Daylight Savings

Continuing a thought embedded in my last post I wonder anew about our obsession with Daylight Savings. It seems like we visit and debate the topic every few years, making changes back and forth. Some argue that we’re actually trying to save the Evening; that the energy conservation rationale is merely a rationalization. I’m trying to find out what we do that’s so important it needs an extra hour of daylight. We finish work at 5pm or thereabouts so that can’t be the real reason; in any case, we burn lights throughout the day in our offices and homes, so we’re not really saving any energy. Maybe an hour more of golf or some other sport? But how about winter? Besides, what we’re really doing is stealing from Morning to give to Evening, robbing Eos (Aurora) to placate Hespera! Why not just go to bed early and wake up an hour earlier?

Could it be that we’re afraid not just of the Dark but also of Time? Think about it; everything we do suggests that we think of Time as an opponent to be attacked, diced into slices, and controlled so we can apportion and assign tasks to every minute of the day–the American work ethic, we say. It seems to be different in countries with ancient cultures–they have a more friendly perspective of Time, are more willing to meander along with it. They don’t see it in terms of hours and minutes or even days; after billions of yesterdays they know there’s always another tomorrow.

For us each day somehow seems unconnected to the one before or after. We rush through every hour for fear of wasting minutes as though Time were an expendable commodity, as though there’s a close of business in everything we do. We invent mindless television, internet search engines to surf incessantly for inane and unseemly things, talk radio, and cyberspace social networks to fill the inevitable spaces in our day, to pretend we’re engaged in something, anything–god forbid that we sit quietly and think or read. In fact, we don’t just work anymore, we multi-task–hyper-extending linear time in vertical directions, piling on more work into every moment.

We have less free time than any other country–and more stress. Perhaps if we didn’t have Daylight Savings we’d sleep more and work less! How bad could that be?!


* Task item
Without the pictures, set down the records below word for word.

* Data

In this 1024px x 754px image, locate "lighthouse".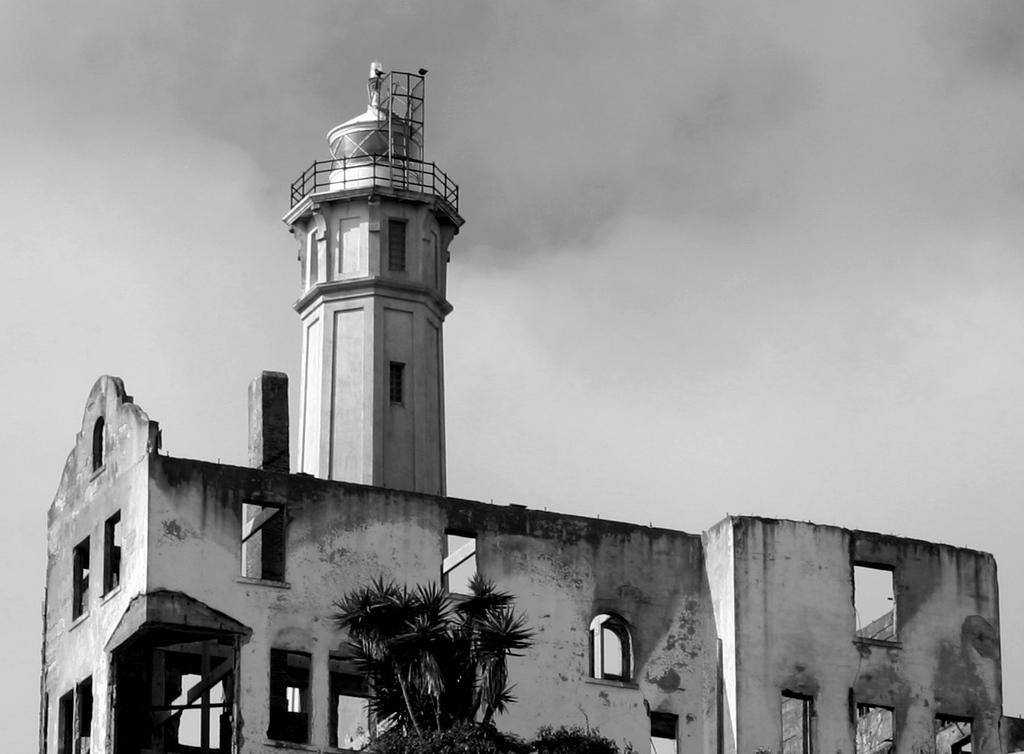
Bounding box: (left=278, top=58, right=463, bottom=496).
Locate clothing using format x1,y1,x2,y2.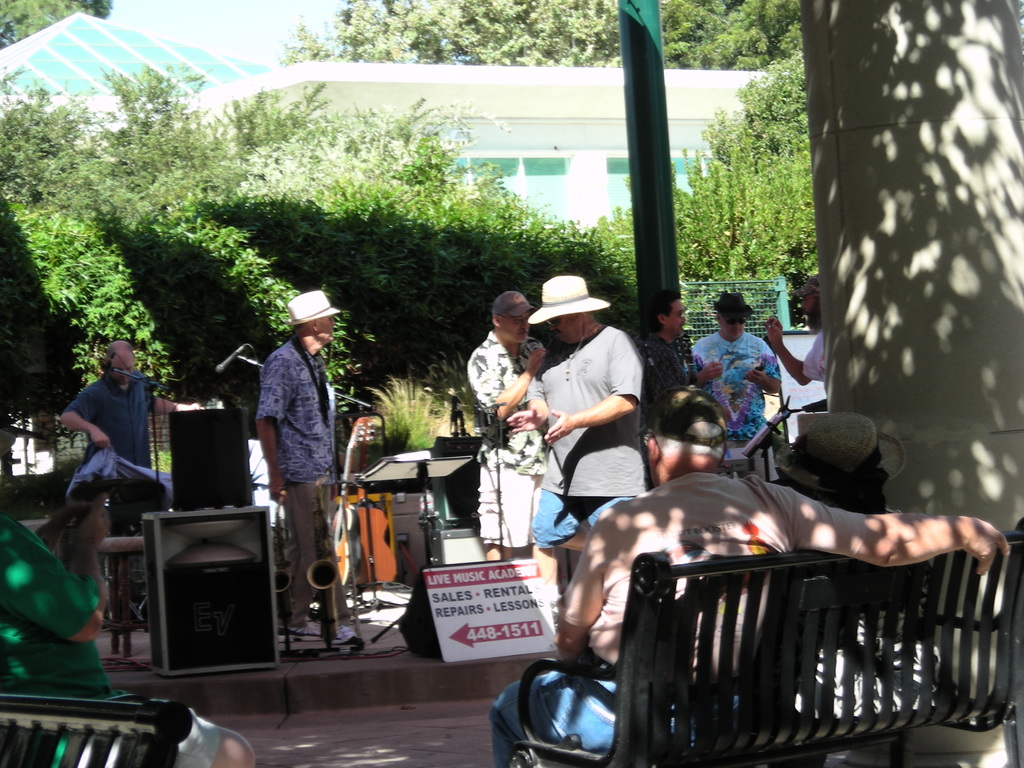
259,479,348,620.
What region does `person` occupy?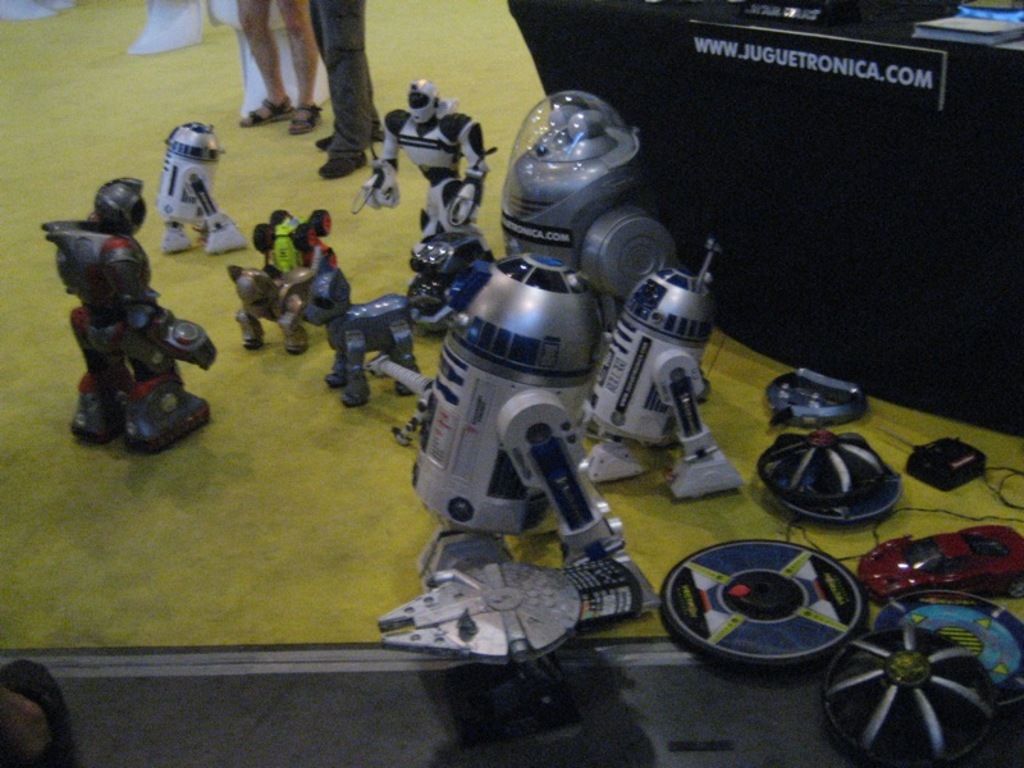
310, 0, 398, 204.
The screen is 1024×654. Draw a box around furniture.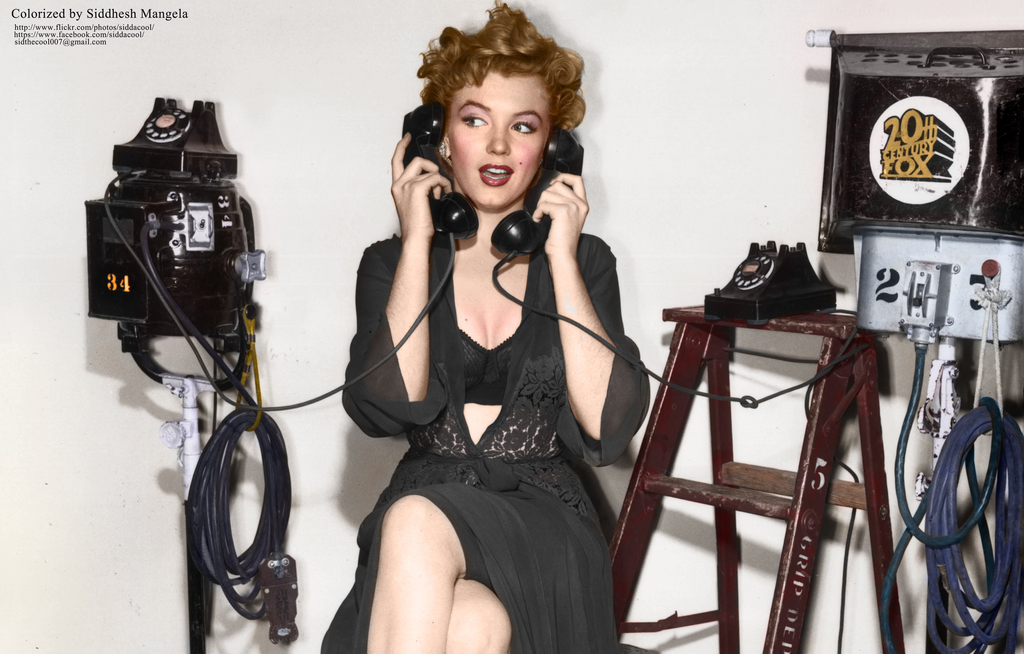
box(605, 299, 906, 653).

* Response
In this 1024px x 754px image, locate "lighthouse".
Bounding box: (left=278, top=58, right=463, bottom=496).
Locate clothing using format x1,y1,x2,y2.
259,479,348,620.
What region does `person` occupy?
310, 0, 398, 204.
The screen is 1024×654. Draw a box around furniture.
box(605, 299, 906, 653).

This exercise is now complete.